Balance always came from the several percent that had 4+ kids. That number has collapsed from several down to under 1%. In America, Mormons used to contribute a lot of 4+ child families, this vanished a generation ago:
https://religionnews.com/2019/... [religionnews.com]
So, you can't beat on women for "not having kids". Most have not changed from the number their mom and grandmom produced.
The rest have looked at a kid costs $300K over 20 years, sort of like your housing costs. And decided to raise 3 kids in a $900K house rather than 4 kids in a $600K house. That's the tradeoff.
Time for the pointy stick (Score:2)
High taxes if you dont produce at least 2 kids, with breaks if you produce 3.
I have 5 kids (Score:3)
Here are the common things couples I know who had 3 or more kids together had
1) The man either had a good job or good earning potential at a young age.
2) They started having kids at or before 25
3) They were able to get a reasonable home and were secure in it, plus the option to move.
4) They had support from family
Kids are crazy expensive.
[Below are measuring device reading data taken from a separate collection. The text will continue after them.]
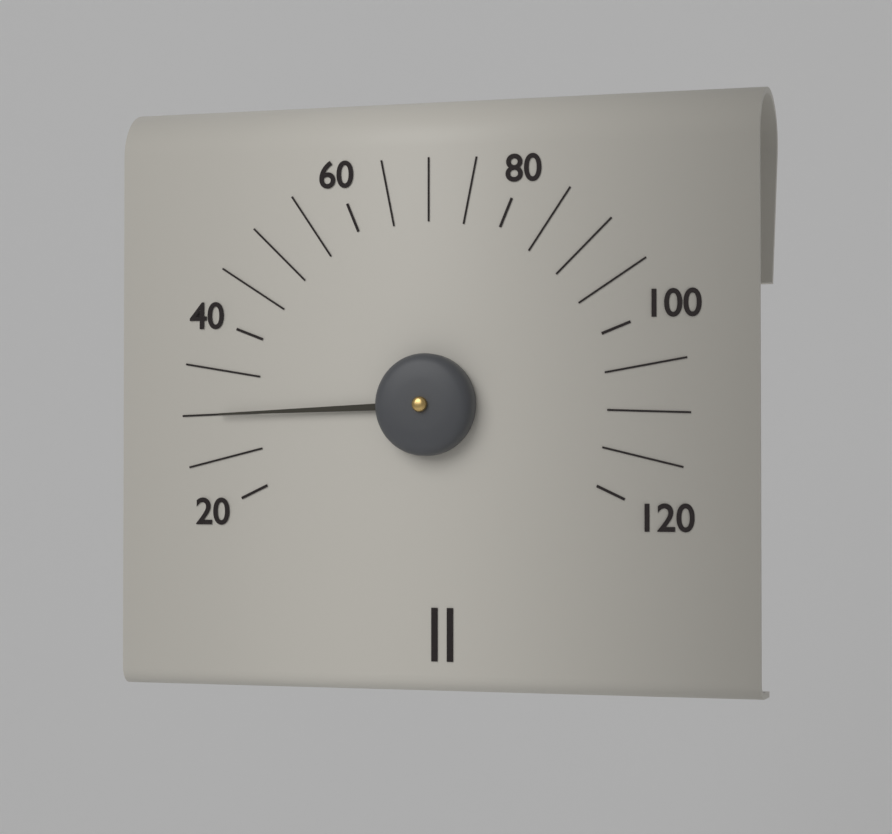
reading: 30 (no unit)
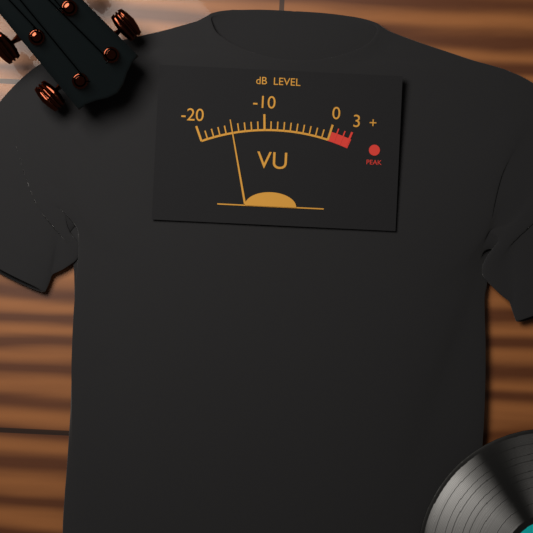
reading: -15 dB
Giving a family a couple thousand extra a year to have a child is an insult.
Early career opportunities for men are terrible in all of the western world. Parental leave is only good if you already have a job. Also generous parental leave likely makes employers hesitant about hiring young people.
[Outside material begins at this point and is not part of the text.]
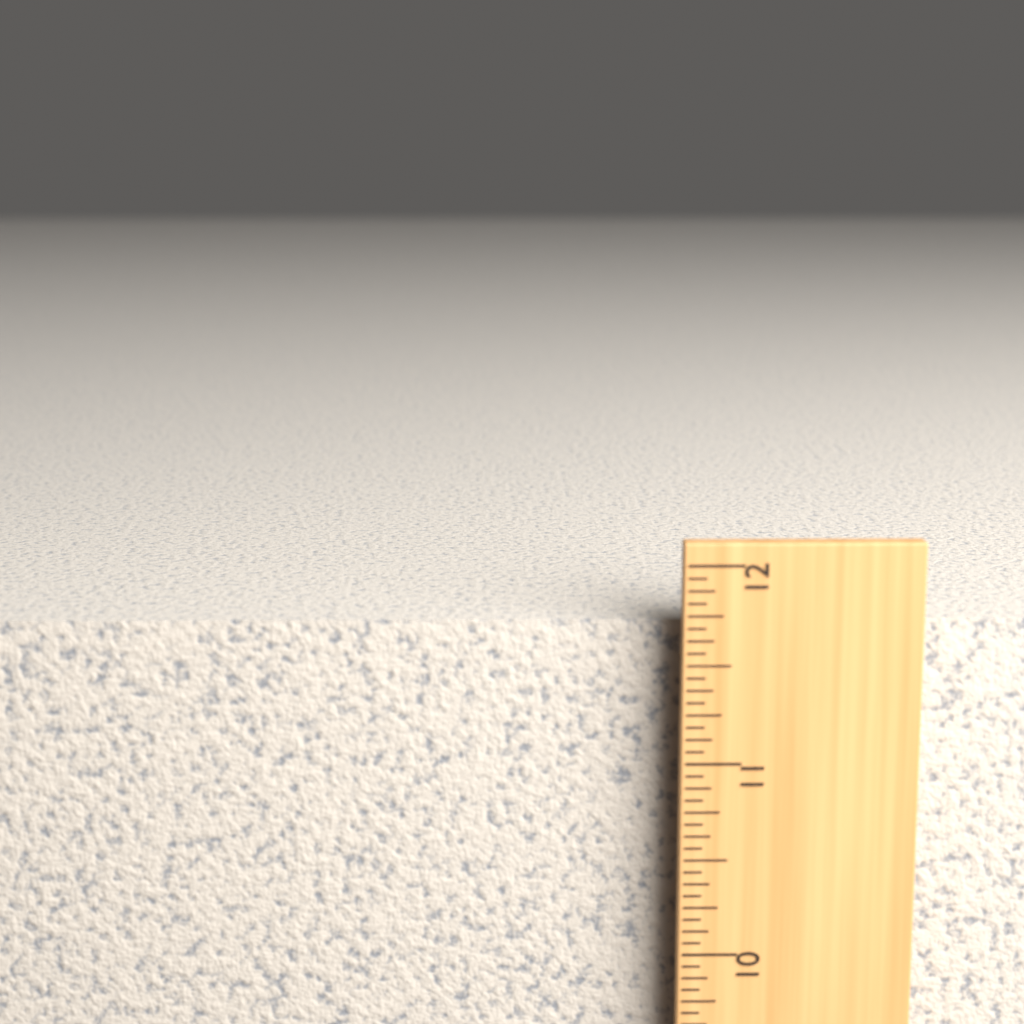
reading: 11.6875 in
Housing near good employment is terrible in almost all the world. There are great jobs in New York city but you can't take the jobs because there is no where to live. Young people don't need a lot of money but they need security to start building a family. Knowing that they can always have a place to live and that they have the option to move if there are other opportunities is important. Make houses and apartments a place to live not a guaranteed investment.
Family support is huge if you are the first in your friend group to have a baby. I don't think I had held a baby or played with a toddler for 15 years before I had my first child. It's always going to be scary to have a first child but when you literally haven't touched one in your adult life it is much scarier.
Re: (Score:2)
So is that why Iran has a fertility rate of 1.67 (about the same as the U.S. and France)?
https://en.wikipedia.org/wiki/... [wikipedia.org]
You know, Iran- that feminist paradise with ultra woke schools and universities.
Man-haters were never going to have kids anyway (Score:2)
So for decades schools, universities, government and the media have been teaching girls that men are the enemy, whose jobs they deserve, whose behavior they see mocked, whose hobbies are all labelled "toxic", and now we're surprised women hate men ? Stopping sexism means taking back our education system, government and media from demented, manhating, so-called "feminists".
I live in the liberal belly of the beast among many pink-haired obese genderqueer manhaters...they weren't "turned". They were broken to begin with and use men as an excuse. Any woman who uses the work feminist far too often in conversation is using men as an excuse. I know these women. I am around them. I have many women in my life whose identity revolves around feminism. They have many issues in their life more fundamental than the patriarchy. In fact, I can't remember the last time I heard "patriar
Re: (Score:2)
It sounds like you're saying that ethnically diverse workplaces are killing dating because they produce more ethnically diverse societies while most people's dicks/pussies are racist and would prefer to live in a racially homogeneous ethnostate, am I understanding you correctly?